The D K effect :Gamblers think they are trading . It is gambling lay games of chance for money; bet.take risky action in the hope of a desired result. 1a : to play a game for money or property : to bet on an uncertain outcome 2: to stake something on a contingency : take a chance
https://www.elitetrader.com/et/threads/dunning-kruger-traders.303402/ The Dunning-Kruger experiments behind the research focused on cognitive tasks (logic, grammar, and evaluating humor), but similar disparities exist in other areas. In self-assessment of IQ, below-average people overestimated their score and those above average underestimated.

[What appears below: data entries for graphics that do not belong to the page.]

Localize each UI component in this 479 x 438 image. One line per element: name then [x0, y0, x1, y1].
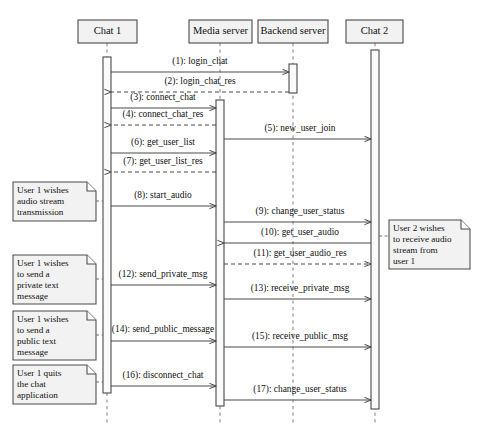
- message-label-5: (5): new_user_join: [264, 123, 335, 134]
- message-15: (15): receive_public_msg: [224, 331, 371, 347]
- message-label-8: (8): start_audio: [134, 190, 192, 201]
- sequence-diagram-canvas: Chat 1Media serverBackend serverChat 2 (…: [0, 0, 479, 438]
- lifeline-head-label-chat2: Chat 2: [361, 25, 389, 36]
- note-line-note-user2: to receive audio: [393, 234, 452, 244]
- note-line-note-public: User 1 wishes: [17, 314, 69, 324]
- activation-bar-chat2: [371, 50, 379, 409]
- message-1: (1): login_chat: [111, 56, 289, 72]
- note-line-note-quit: application: [17, 390, 58, 400]
- message-label-4: (4): connect_chat_res: [123, 109, 204, 120]
- message-11: (11): get_user_audio_res: [224, 248, 371, 264]
- sequence-diagram-svg: Chat 1Media serverBackend serverChat 2 (…: [0, 0, 479, 438]
- note-line-note-user2: user 1: [393, 256, 416, 266]
- note-fold-icon-note-user2: [461, 220, 470, 229]
- lifeline-head-label-backend: Backend server: [260, 25, 326, 36]
- note-line-note-private: message: [17, 291, 48, 301]
- message-layer: (1): login_chat(2): login_chat_res(3): c…: [111, 56, 371, 400]
- note-line-note-quit: User 1 quits: [17, 368, 62, 378]
- message-label-12: (12): send_private_msg: [119, 269, 208, 280]
- note-line-note-audio: audio stream: [17, 196, 64, 206]
- note-line-note-audio: transmission: [17, 207, 64, 217]
- note-line-note-public: to send a: [17, 325, 50, 335]
- message-label-14: (14): send_public_message: [112, 324, 214, 335]
- message-label-16: (16): disconnect_chat: [123, 370, 204, 381]
- note-line-note-quit: the chat: [17, 379, 46, 389]
- message-label-7: (7): get_user_list_res: [123, 156, 203, 167]
- note-line-note-user2: User 2 wishes: [393, 223, 445, 233]
- note-note-quit: User 1 quitsthe chatapplication: [13, 365, 103, 404]
- note-line-note-user2: stream from: [393, 245, 438, 255]
- lifeline-head-label-chat1: Chat 1: [94, 25, 122, 36]
- message-10: (10): get_user_audio: [224, 227, 371, 243]
- message-5: (5): new_user_join: [224, 123, 371, 139]
- message-label-1: (1): login_chat: [172, 56, 228, 67]
- message-7: (7): get_user_list_res: [111, 156, 216, 172]
- note-layer: User 1 wishesaudio streamtransmissionUse…: [13, 182, 470, 404]
- note-line-note-audio: User 1 wishes: [17, 185, 69, 195]
- message-16: (16): disconnect_chat: [111, 370, 216, 386]
- message-label-15: (15): receive_public_msg: [252, 331, 348, 342]
- message-label-6: (6): get_user_list: [131, 137, 195, 148]
- message-label-11: (11): get_user_audio_res: [253, 248, 346, 259]
- message-2: (2): login_chat_res: [111, 76, 289, 92]
- message-label-2: (2): login_chat_res: [164, 76, 235, 87]
- lifeline-head-label-media: Media server: [193, 25, 249, 36]
- activation-bar-media: [216, 100, 224, 406]
- note-line-note-private: to send a: [17, 269, 50, 279]
- message-13: (13): receive_private_msg: [224, 283, 371, 299]
- message-9: (9): change_user_status: [224, 206, 371, 222]
- message-8: (8): start_audio: [111, 190, 216, 206]
- note-line-note-private: User 1 wishes: [17, 258, 69, 268]
- message-14: (14): send_public_message: [111, 324, 216, 341]
- message-label-3: (3): connect_chat: [130, 92, 196, 103]
- message-4: (4): connect_chat_res: [111, 109, 216, 125]
- message-3: (3): connect_chat: [111, 92, 216, 108]
- note-note-user2: User 2 wishesto receive audiostream from…: [379, 220, 470, 269]
- message-12: (12): send_private_msg: [111, 269, 216, 285]
- message-6: (6): get_user_list: [111, 137, 216, 153]
- activation-bar-backend: [289, 64, 297, 93]
- note-line-note-private: private text: [17, 280, 59, 290]
- message-label-17: (17): change_user_status: [253, 384, 347, 395]
- activation-bar-chat1: [103, 57, 111, 393]
- note-line-note-public: public text: [17, 336, 56, 346]
- note-line-note-public: message: [17, 347, 48, 357]
- message-label-13: (13): receive_private_msg: [251, 283, 350, 294]
- message-label-10: (10): get_user_audio: [261, 227, 339, 238]
- note-note-private: User 1 wishesto send aprivate textmessag…: [13, 255, 103, 304]
- message-label-9: (9): change_user_status: [256, 206, 345, 217]
- note-note-audio: User 1 wishesaudio streamtransmission: [13, 182, 103, 221]
- message-17: (17): change_user_status: [224, 384, 371, 400]
- note-note-public: User 1 wishesto send apublic textmessage: [13, 311, 103, 360]
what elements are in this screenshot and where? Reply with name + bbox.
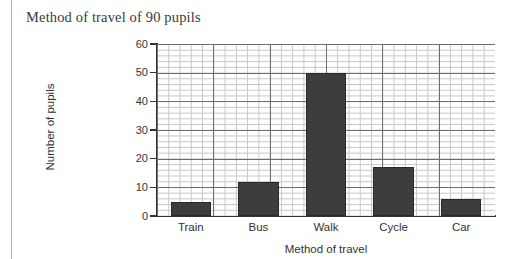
bar-bus — [238, 182, 279, 216]
y-axis-tick-label: 20 — [120, 153, 148, 164]
y-axis-tick-label: 40 — [120, 96, 148, 107]
y-axis-tick-label: 0 — [120, 211, 148, 222]
x-axis-tick-label-bus: Bus — [225, 222, 293, 234]
bar-car — [441, 199, 482, 216]
y-axis-title: Number of pupils — [44, 52, 56, 202]
bar-train — [171, 202, 212, 216]
plot-area — [157, 44, 495, 216]
y-axis-tick — [150, 215, 157, 216]
y-axis-tick-label: 60 — [120, 39, 148, 50]
bar-cycle — [373, 167, 414, 216]
y-axis-tick — [150, 187, 157, 188]
bar-walk — [306, 73, 347, 216]
chart-title: Method of travel of 90 pupils — [26, 9, 201, 26]
y-axis-tick-label: 10 — [120, 182, 148, 193]
x-axis-title: Method of travel — [157, 243, 495, 255]
y-axis-tick — [150, 101, 157, 102]
x-axis-tick-label-cycle: Cycle — [360, 222, 428, 234]
y-axis-tick — [150, 129, 157, 130]
y-axis-tick-label: 30 — [120, 125, 148, 136]
y-axis-tick — [150, 72, 157, 73]
x-axis-tick-label-car: Car — [427, 222, 495, 234]
y-axis-tick — [150, 43, 157, 44]
bar-chart-figure: Method of travel of 90 pupils Number of … — [0, 0, 517, 259]
x-axis-tick-labels: TrainBusWalkCycleCar — [157, 222, 495, 238]
y-axis-tick — [150, 158, 157, 159]
y-axis-tick-labels: 0102030405060 — [116, 0, 148, 259]
x-axis-tick-label-train: Train — [157, 222, 225, 234]
x-axis-tick-label-walk: Walk — [292, 222, 360, 234]
y-axis-tick-label: 50 — [120, 67, 148, 78]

Equity options are for the birds-equities are for idiots. The stockmarket rides a tide of lies and crashes on the truth. We can take advantage of the bloated opinions of the imbeciles who 'manage' money until they lose it all. And if option pricing is wrong so what? The stockmarket is overvalued by 200%, yet the dumb money still gets shovelled in every month. Yes they've been luck that us taxpayers gifted trillions in largesse to keep the game in play, but we'd like our money back sometime. QE is not a gift it's a loan.
Majority of banks use their in-house pricing models which only CAN come to Black-Scholes pricing in case of certain simplifications. If you want to have an edge in this better to try to develop your own approach which you understand better rather than blindly following it. I would say picking holes in their models is the best way to constantly have an edge over them
. Trade like a mercenary guerrilla. We must fight on the winning side and be willing to change sides readily when one side has gained the upper hand. The objective is not to buy low and sell high, but to buy high and to sell higher. We can never know what price is "low." Nor can we know what price is "high." Always remember that sugar once fell from $1.25/lb to 2 cent/lb and seemed "cheap" many times along the way. "Markets can remain illogical longer than you or I can remain solvent," according to our good friend, Dr. A. Gary Shilling. Illogic often reigns and markets are enormously inefficient despite what the academics believe. The market is the sum total of the wisdom ... and the ignorance...of all of those who deal in it; and we dare not argue with the market's wisdom. If we learn nothing more than this we've learned much indeed. An understanding of mass psychology is often more important than an understanding of economics. Markets are driven by human beings making human errors and also making super-human insights.
Isn't this topic the underlying theme behind all of Taleb's work and his fund? Unlikely events occurring way more often then priced in to the options market?